Encyclopedia Entries
“Berlin, East & West,” in Rodney B. Carlisle, ed., Encyclopedia of Intelligence & Counterintelligence, M.E. Sharpe, 2005, pp. 65-69.
“Coordinator of Information,” in Rodney B. Carlisle, ed., Encyclopedia of Intelligence & Counterintelligence, M.E. Sharpe, 2005, pp. 168-169.
“Lyndon B. Johnson,” in Rodney B. Carlisle, ed., Encyclopedia of Intelligence & Counterintelligence, M.E. Sharpe, 2005, pp. 347-350.
“Journalism and Propaganda,” in Rodney B. Carlisle, ed., Encyclopedia of Intelligence & Counterintelligence, M.E. Sharpe, 2005, pp. 352-357.
“Literature and Film,” in Rodney B. Carlisle, ed., Encyclopedia of Intelligence & Counterintelligence, M.E. Sharpe, 2005, pp. 394-397.

"Middle Ages,” in Rodney B. Carlisle, ed., Encyclopedia of Intelligence & Counterintelligence, M.E. Sharpe, 2005, pp. 428-430.
“Otis Pike,” in Rodney B. Carlisle, ed., Encyclopedia of Intelligence & Counterintelligence, M.E. Sharpe, 2005, pp. 496-497.
“Franklin D. Roosevelt,” in Rodney B. Carlisle, ed., Encyclopedia of Intelligence & Counterintelligence, M.E. Sharpe, 2005, pp. 534-538.
“Satellites,” in Rodney B. Carlisle, ed., Encyclopedia of Intelligence & Counterintelligence, M.E. Sharpe, 2005, pp. 554-559.

“Taiwan,” in Rodney B. Carlisle, ed., Encyclopedia of Intelligence & Counterintelligence, M.E. Sharpe, 2005, pp. 663-634.
“Harriet Tubman,” in Rodney B. Carlisle, ed., Encyclopedia of Intelligence & Counterintelligence, M.E. Sharpe, 2005, pp. 649-650.
“United States of America,” in Rodney B. Carlisle, ed., Encyclopedia of Intelligence & Counterintelligence, M.E. Sharpe, 2005, pp. 663-671.

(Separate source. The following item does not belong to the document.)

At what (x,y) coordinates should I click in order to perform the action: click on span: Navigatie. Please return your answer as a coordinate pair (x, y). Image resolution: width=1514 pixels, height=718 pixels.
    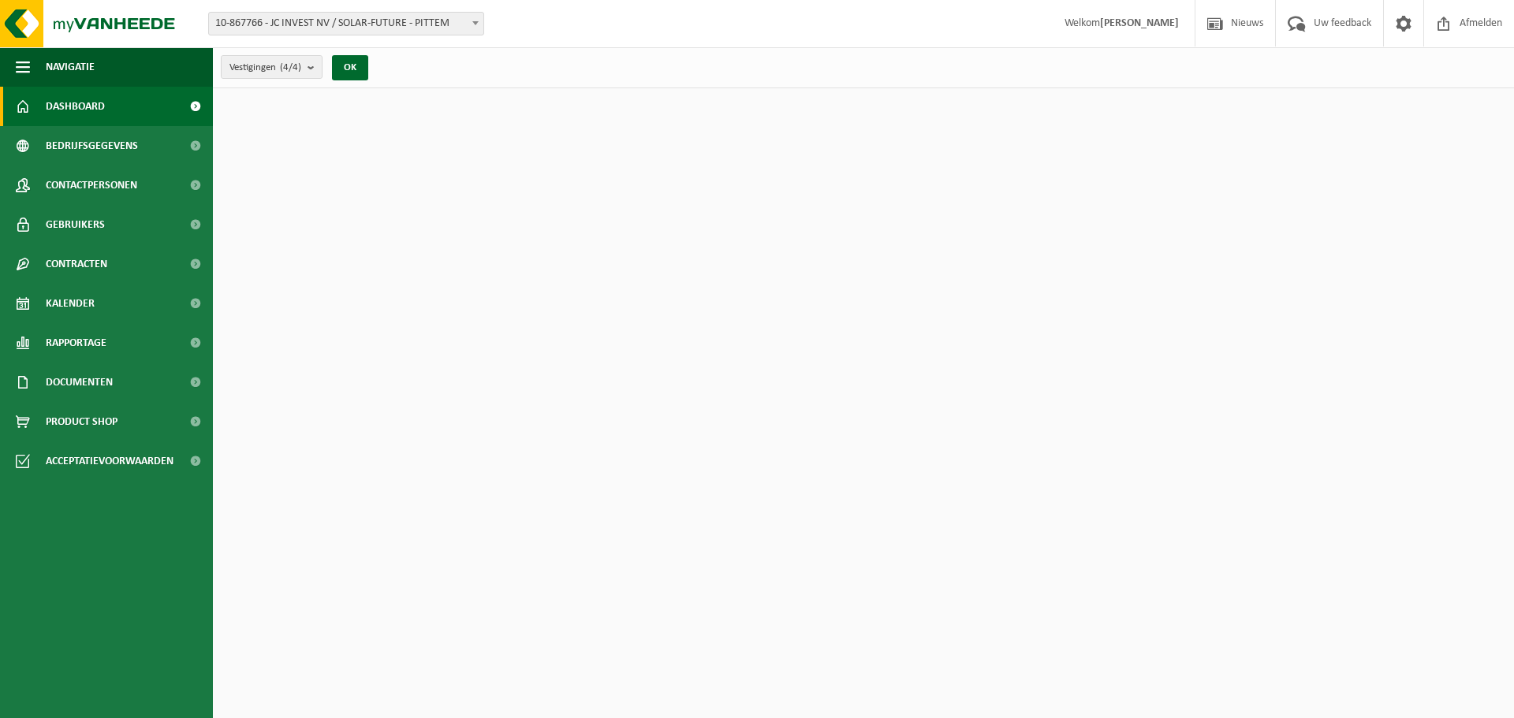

“Woodrow Wilson,” in Rodney B. Carlisle, ed., Encyclopedia of Intelligence & Counterintelligence, M.E. Sharpe, 2005, pp. 709-710.
“Hegemony,” in Phillip O’Hara, ed., International Encyclopedia of Public Policy: Governance in a Global Age, four volumes, Oxford University Press, forthcoming.
"Corporations," in William A. Darity, editor, International Encyclopedia of the Social Sciences, 2nd Edition, forthcoming, 2007.
Book Reviews
“Review of Laurie Wermuth, Global Inequality and Human Needs: Health and Illness in an Increasingly Unequal World,” Contemporary Sociology: A Journal of Reviews, (33: 1), January 2004, pp. 105-106.
“Review of Mike Davis, Dead Cities: And Other Tales, in City and Community (Journal of the Community and Urban Sociology Section of the ASA), Vol. 2, Issue 4, December 2003, pp. 369-370.
“Review of Meredith Woo-Cumings and Michael Loriaux, eds., Past as Prelude: History in the Making of a New World Order, in Contemporary Sociology: A Journal of Reviews,” Vol. 23, Number 6, November 1994, pp. 840-841.